Launching ASA International — A Free Global Network for Artists
- glenn63work

- Jun 20
- 3 min read
Updated: Jun 26

For the past several months I've been thinking about how I can pay forward the help, advice and guidance that all of us have no doubt experienced at some point in our training and working years.
The advice and help an artist receives in their career are enormously beneficial. Early in my career, a more experienced actor told me about an audition I wouldn't have known about otherwise. A corporate professional I chatted to in an elevator made a phone call that led to a gig in front of 53,000 people. A designer I barely knew gave me an afternoon of her time when I was trying to figure out a production problem I was nutting through with frustration. And in my first year after graduating from WAAPA, Margaret Ford — an older actress who took the time to explain to a young fresher why we don't whistle in the theatre. And these are just a very small hand-full of examples. None of these people were obliged to help. They just did. Because that's what happens when the culture is right. An artist shares their knowledge.
That culture — of artists and arts supporters looking after their own — is one of the things I love most about this industry.
Artists Supporting Artists International is a small contribution and it's now open.
The idea is straightforward. A free global network — for artists, organisations, and creative professionals of all kinds — where you can create a profile, connect with opportunities, and be discovered by collaborators around the world. Where organisations with something to offer — grants, residencies, jobs, mentorships, rehearsal space — can post those opportunities and have them seen by the people who need them. No gatekeepers. No fees. No hierarchy.
Just the industry, looking after its own.
The arts doesn't run on artists alone. It runs on the work of people who never set foot on a stage but without whom nothing gets made. Arts administrators. Marketing professionals who understand what it takes to build an audience for creative work. Lawyers who offer pro bono services to artists. Social media managers. Producers and presenters looking for new collaborators. ASA is for all of them.
Great work rarely happens in isolation. It happens when the right people find each other. ASA is possibly where that finding starts.
I've seen this kind of network work in smaller, more accidental ways my entire career — a contact made in the right room, a piece of information that arrived at exactly the right moment, a collaboration that changed the direction of a project - or a career. ASA is an attempt to make those things happen more often and less by chance.
The hope is - that ASA is useful. Not inspiring. Not community-building in the vague sense that phrase usually means. Actually useful — in the way a good contact or a well-timed piece of information is useful. The kind of useful that changes what happens next.
In a time when too many conversations between artists are about have you got work and can you get me a job, ASA can be a part of shifting that conversation — away from the endless job talk and back toward what it should be about. The craft. What we're going to build next. What we're genuinely curious about.
ASA is an attempt to make that process a little less accidental.
ASA International lives in three verticals...

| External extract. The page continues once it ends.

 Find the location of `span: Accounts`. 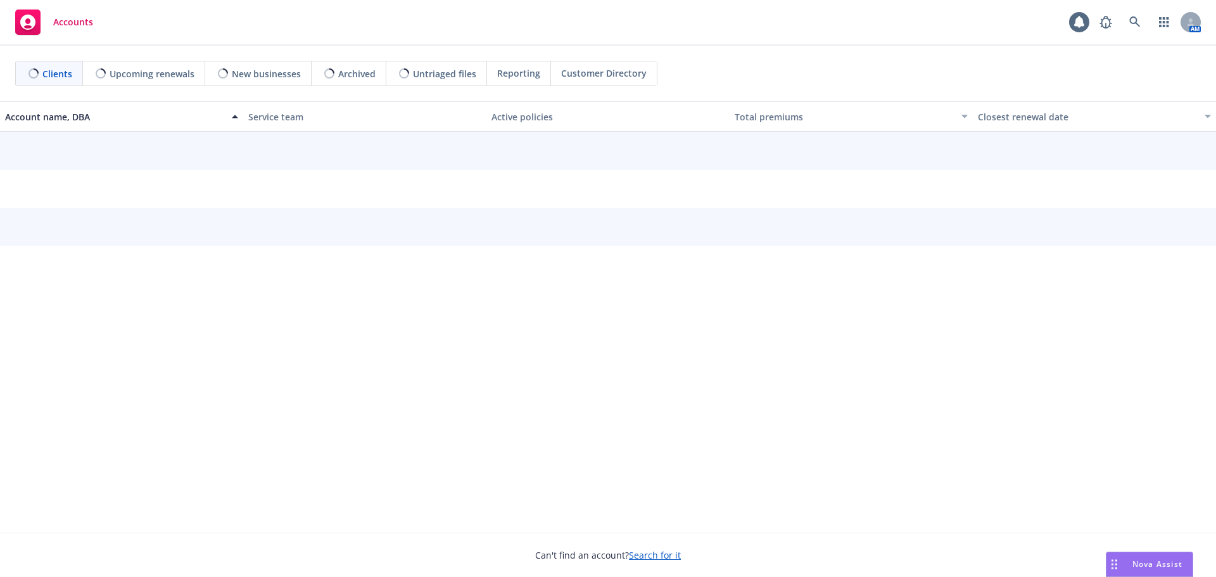

span: Accounts is located at coordinates (73, 22).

Global Network. Whether you're an artist seeking connections or an organisation with something to offer — this is your network. Free to join. Open to all who work in the arts.

The Artists Directory. List your profile and be found by the people who need you. Search for who you need. A free network built by artists

Noticeboard. Grants, open calls, auditions, residencies. For artists looking and organisations offering.
What you put in is what goes up.
Before registering, please take a moment to read the guidelines. The listings are automated, and I'm running these pages voluntarily, so I won't always have time to chase up corrections. I also have several generous and very clever friends to thank for helping make that automation possible.
Welcome. Let's see what gets built.
A note for early registrants: if your listing doesn't look quite right but you're confident the information you entered is correct — don't panic. We're in our first month and there are bound to be a few teething moments along the way. Rest assured, we're monitoring the pages closely and we'll be onto any issues as they come up.